Goodhart's Law in Reinforcement Learning
Jacek Karwowski, Oliver Hayman, Xingjian Bai, Klaus Kiendlhofer, Charlie Griffin, Joar Skalse
TL;DR
This work investigates how reinforcement learning agents can behave suboptimally with respect to the true objective when trained on imperfect proxy rewards, through the lens of Goodhart's law. It introduces a geometric, occupancy-based framework that recasts policy optimization as a linear program over a convex polytope of occupancy measures and defines a projected reward distance via arg(R0, R1) and a Normalised Drop Height metric to quantify Goodharting. The authors establish a mechanistic explanation for Goodharting in RL, illustrate its ubiquity across diverse environments, and propose two provably robust policy optimization strategies, including an optimal stopping rule with regret guarantees, to avoid the pitfall. They validate these ideas experimentally, showing that early stopping can prevent Goodharting across many setups, albeit at potential cost to true objective performance, and discuss practical considerations for estimating key quantities and extending the framework to reward refinement and broader failure modes.
Abstract
Implementing a reward function that perfectly captures a complex task in the real world is impractical. As a result, it is often appropriate to think of the reward function as a proxy for the true objective rather than as its definition. We study this phenomenon through the lens of Goodhart's law, which predicts that increasing optimisation of an imperfect proxy beyond some critical point decreases performance on the true objective. First, we propose a way to quantify the magnitude of this effect and show empirically that optimising an imperfect proxy reward often leads to the behaviour predicted by Goodhart's law for a wide range of environments and reward functions. We then provide a geometric explanation for why Goodhart's law occurs in Markov decision processes. We use these theoretical insights to propose an optimal early stopping method that provably avoids the aforementioned pitfall and derive theoretical regret bounds for this method. Moreover, we derive a training method that maximises worst-case reward, for the setting where there is uncertainty about the true reward function. Finally, we evaluate our early stopping method experimentally. Our results support a foundation for a theoretically-principled study of reinforcement learning under reward misspecification.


(Problem): Nothing but the lines from the one with "Locate an element on the screen. This" through the final line of the entries should appear in the answer, copied exactly and without pictures.

(Stored records):
=== Begin Enclosure ===

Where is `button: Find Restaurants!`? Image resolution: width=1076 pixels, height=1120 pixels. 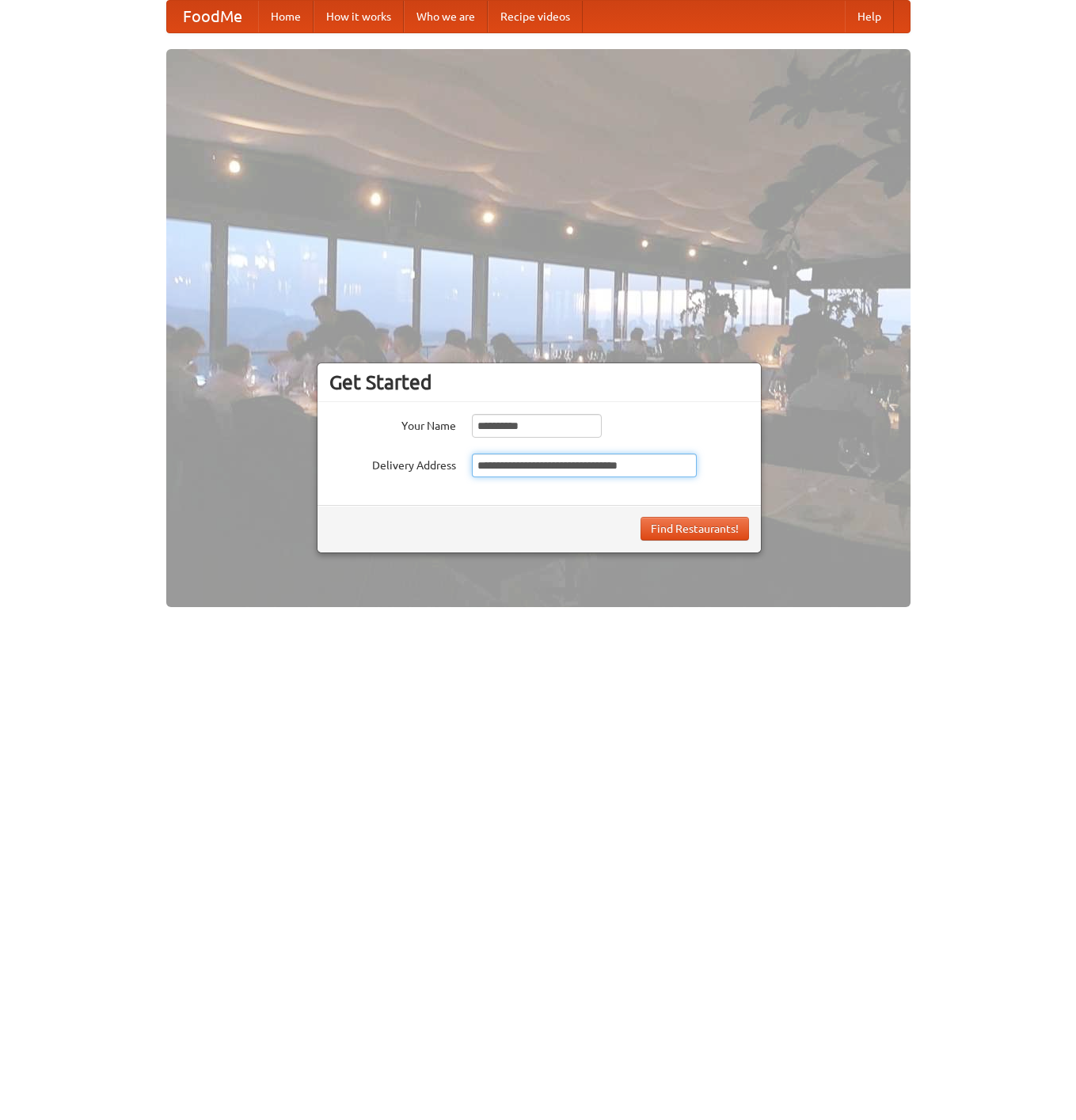 button: Find Restaurants! is located at coordinates (694, 529).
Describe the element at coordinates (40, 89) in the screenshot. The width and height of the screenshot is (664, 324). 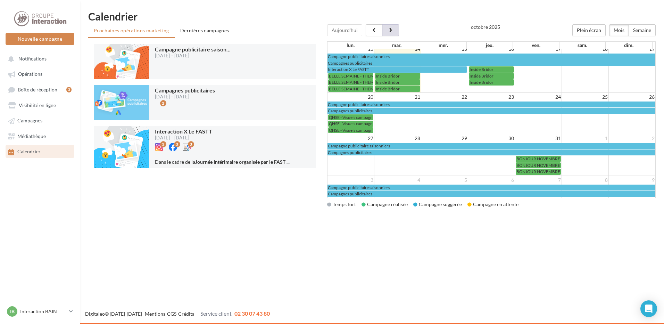
I see `a: Boîte de réception3` at that location.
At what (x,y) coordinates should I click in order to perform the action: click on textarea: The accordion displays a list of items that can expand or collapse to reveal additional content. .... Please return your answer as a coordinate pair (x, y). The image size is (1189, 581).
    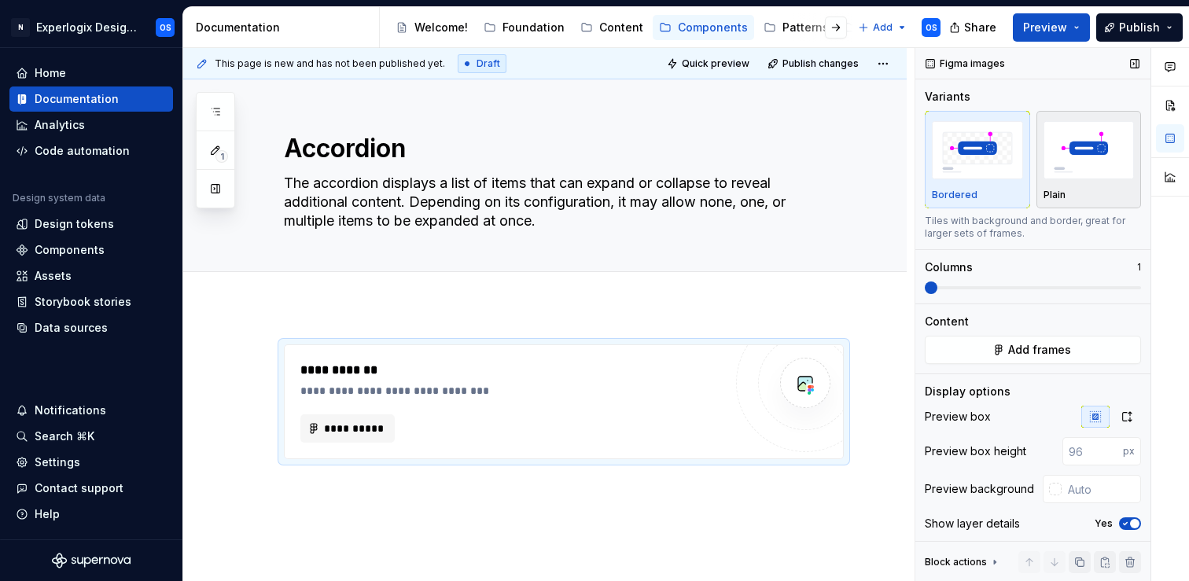
    Looking at the image, I should click on (561, 202).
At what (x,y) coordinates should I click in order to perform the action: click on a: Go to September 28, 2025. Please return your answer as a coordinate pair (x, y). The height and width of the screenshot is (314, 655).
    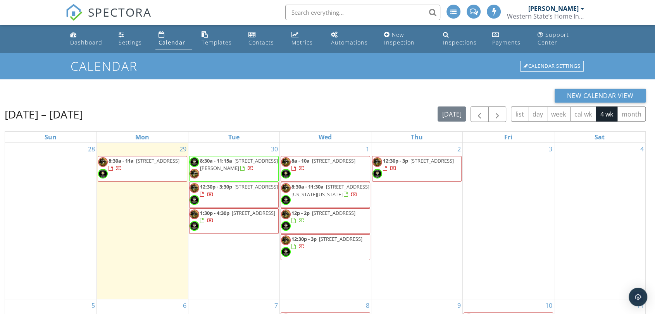
    Looking at the image, I should click on (91, 149).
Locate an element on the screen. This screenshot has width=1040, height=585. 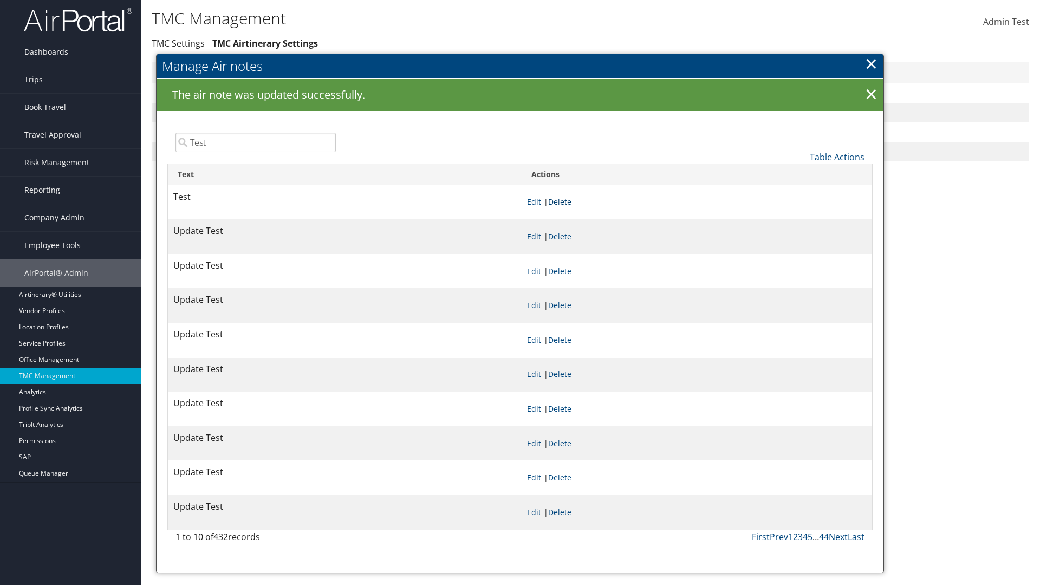
a: TMC Settings is located at coordinates (178, 43).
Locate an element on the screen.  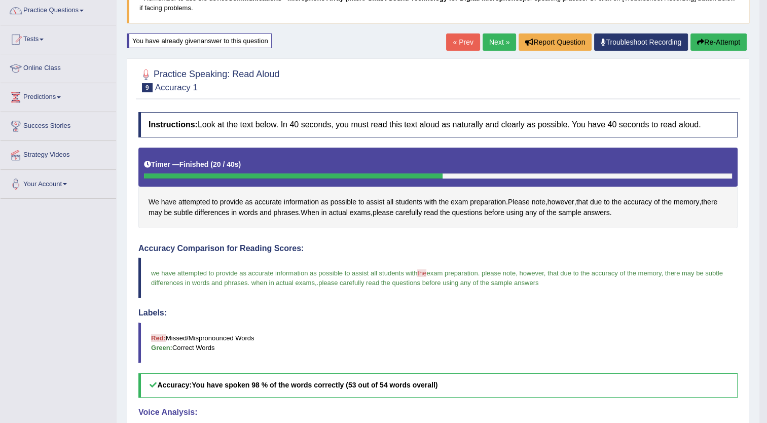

=== End Enclosure ===

(Answer):
Locate an element on the screen. This screenshot has width=1040, height=585. 
a: TMC Settings is located at coordinates (178, 43).
Locate an element on the screen.  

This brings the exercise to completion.